Just before each legislative session, the Texas State Board of Education votes on a list of education priorities they want state lawmakers to consider. With redistricting and closing a massive budget deficit likely to take up the bulk of the Legislature’s time, one would think that state board members would be careful in choosing their priorities. But as usual with this crew, they weren’t last week.
Board members approved these five priorities on Friday. Most deal with issues like textbook approval and funding. But here’s the fifth:
Amend Texas Education Code Chapter 7.103(c) to clarify eligibility of registered lobbyist doing business with a profession, business or association related to the operation of the Board.
Sounds like a “good government” measure, right? Don’t kid yourself. This is just another example of board members playing politics instead of doing what voters sent them to Austin to do.
What’s up? In the Republican primary last March, Thomas Ratliff defeated Don McLeroy, a member of the board’s far-right faction.
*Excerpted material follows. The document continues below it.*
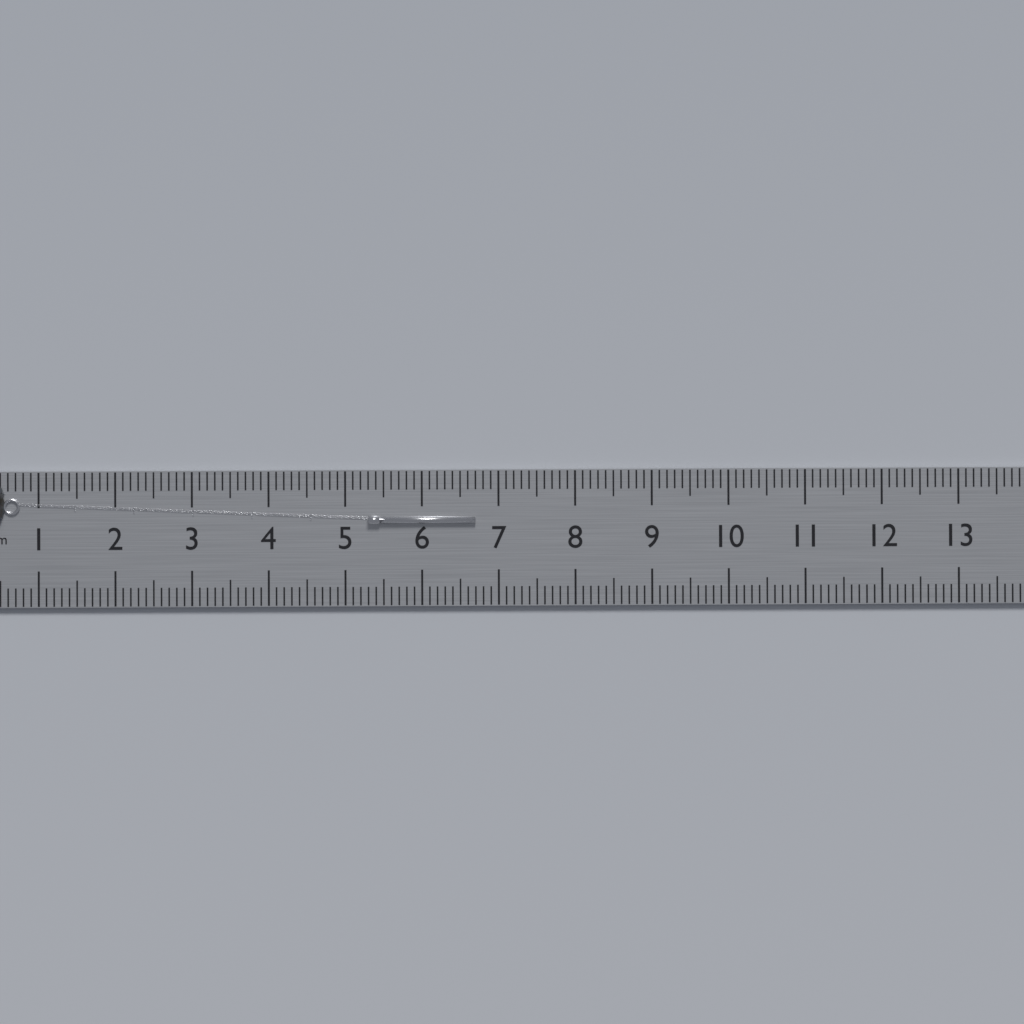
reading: 6.7 cm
That faction has spent the last four years turning just about every curriculum and textbook into a political and “culture war” battleground. Its members and their supporters are unhappy to see McLeroy go.
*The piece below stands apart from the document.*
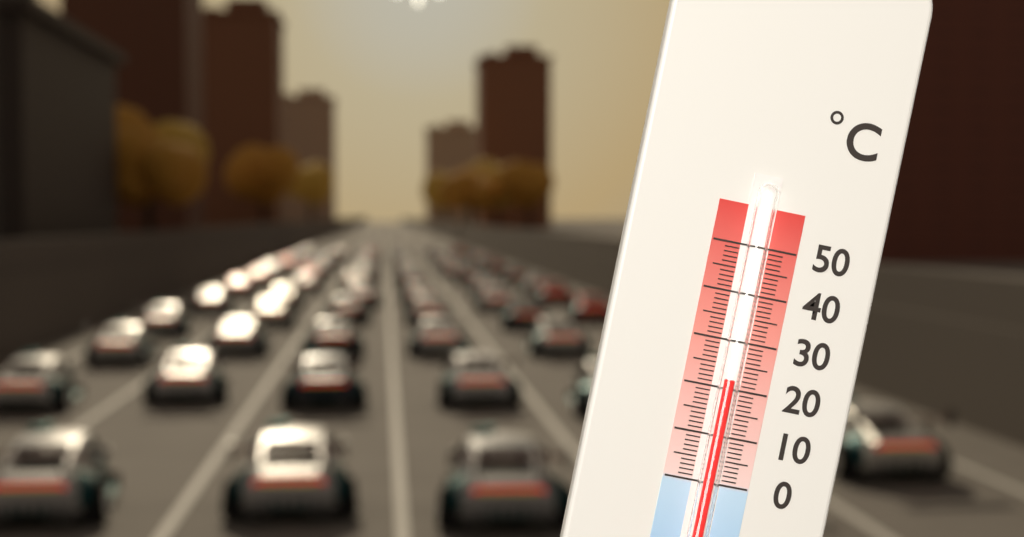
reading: 22 °C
So now they’re looking for a way to overturn the will of the voters and get Ratliff tossed from office. Ratliff is a registered lobbyist. He’s hardly the first. In any case, here’s what he told the political website Quorum Report (subscription required) last Friday:
“Before this issue was ever raised by the current SBOE, I notified all of my clients that my representation of their interests would not include the State Board of Education. All of my contracts have already been amended to reflect this. There is no gray area on this issue for me. I’m not going to get close to a perceived or actual conflict of interest between my professional life and my elected capacity on the SBOE. . . . It’s unfortunate that the SBOE sent the message to 4.5 million schoolchildren, educators, parents and the Texas Legislature that this issue is in the top 5 issues facing our public schools. This is one of the reasons why I ran on the platform of taking politics out of the state board of education. I look forward to serving on the new board beginning in January and am confident that we can return the focus of the SBOE on the real issues facing our schools.”
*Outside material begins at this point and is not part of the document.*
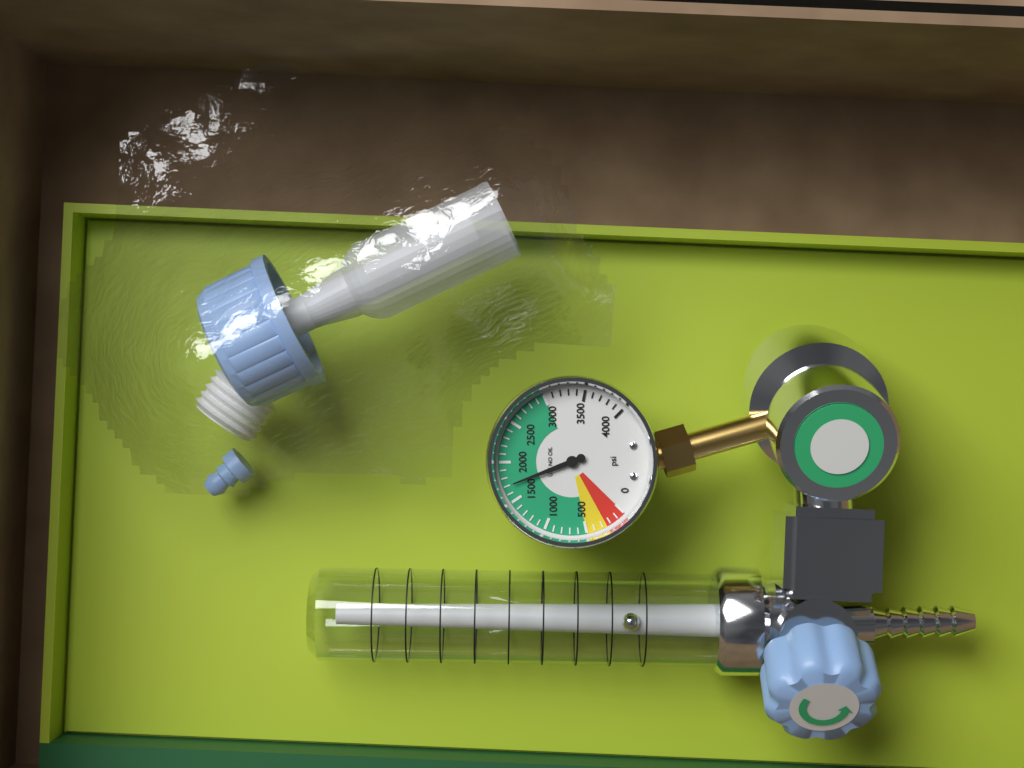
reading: 1700 psi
Longtime political writer Paul Burka of Texas Monthly calls the measure a “parting shot” by a faction worried about losing power after December:
“Ratliff won his seat by election, not by appointment, and so long as he does not have clients in the education area, and so long as he it is does not lobby the SBOE or the Texas Education Agency, I don’t think that the Legislature is going to pay much attention to recommendation #5. Nor should it.”
We’ve been pointing out for a while now that too many state board members put politics ahead of education. As we can see, they even give petty politics a priority.
Petty politics? Is there any other kind these days?